Friday 9 June 2023

Deinfluencer (2022)

A British chiller that also wants to comment on our relationships with social media, the scariest thing about Deinfluencer is the fact that there’s at least one sequel being prepped (although we can always hope that it doesn’t get to the full production stage).

A young woman named Kelly (Marie Luciani-Grimaldi) wakes up in an unknown location, distressed to find that she has been kidnapped by someone who intends to set her a number of challenges. All of those challenges will revolve around her getting certain numbers of likes on her Instagram posts, and all will also aim to teach Kelly a valuable lesson.

Directed by Jamie Bailey, who also worked on the script with actor Simon Phillips (onscreen as the masked kidnapper), Deinfluencer is childishly simple and clumsy in the way it handles the central idea. It’s obvious that someone figured out the end point and decided to retrofit the whole thing from there, and it’s equally obvious that everyone involved would have to compensate for the budgetary limitations with talent and creativity. They aren’t able to do so.

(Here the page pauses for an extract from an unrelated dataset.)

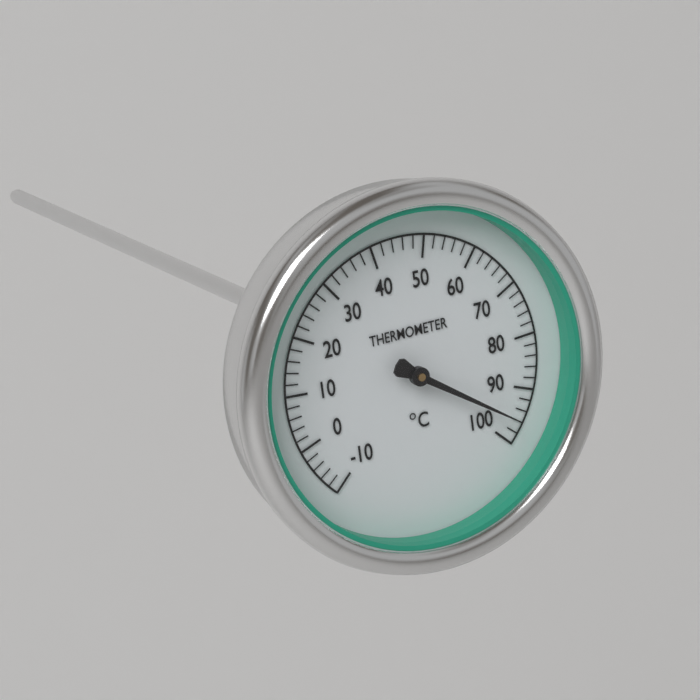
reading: 96 °C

I tend to like seeing Phillips onscreen, a jobbing actor who has been plying his trade for quite a while now, but he’s sadly not often a sign of quality. His acting range feels quite limited, and his reputation feels seriously tarnished by his immersion in the UK film productions that aim for a business model of “keep costs low and turn a profit selling titles before people realise how bad they are”. He has starred in an average of 4 movies a year for the past few years, and I am willing to bet that very few of those, if any, manage to rise up to the level of average. Luciani-Grimaldi isn’t very good here either, although she has the excuse of just being at the start of her onscreen acting career. There are one or two others bulking up the tiny cast, but nobody acquits themselves well enough to warrant a namecheck here.

Every time I see another film like this, one that feels as if it has come off some production line for British movies made without care or passion, I get mad. I get mad at the fact I know I will still watch the damn thing to the end, I get mad at those involved not making enough effort, and I get mad for the people who have been unable to get their own films made while dross like this ends up out there, littering the cinematic landscape like full dog “poo bags” hanging from tree branches.

Maybe everyone went into this with the best intentions. Maybe this is genuinely the best end result they could have achieved. I strongly doubt it though, and I suspect both Bailey and Phillips know they could have done better. But that might have taken a bit more effort.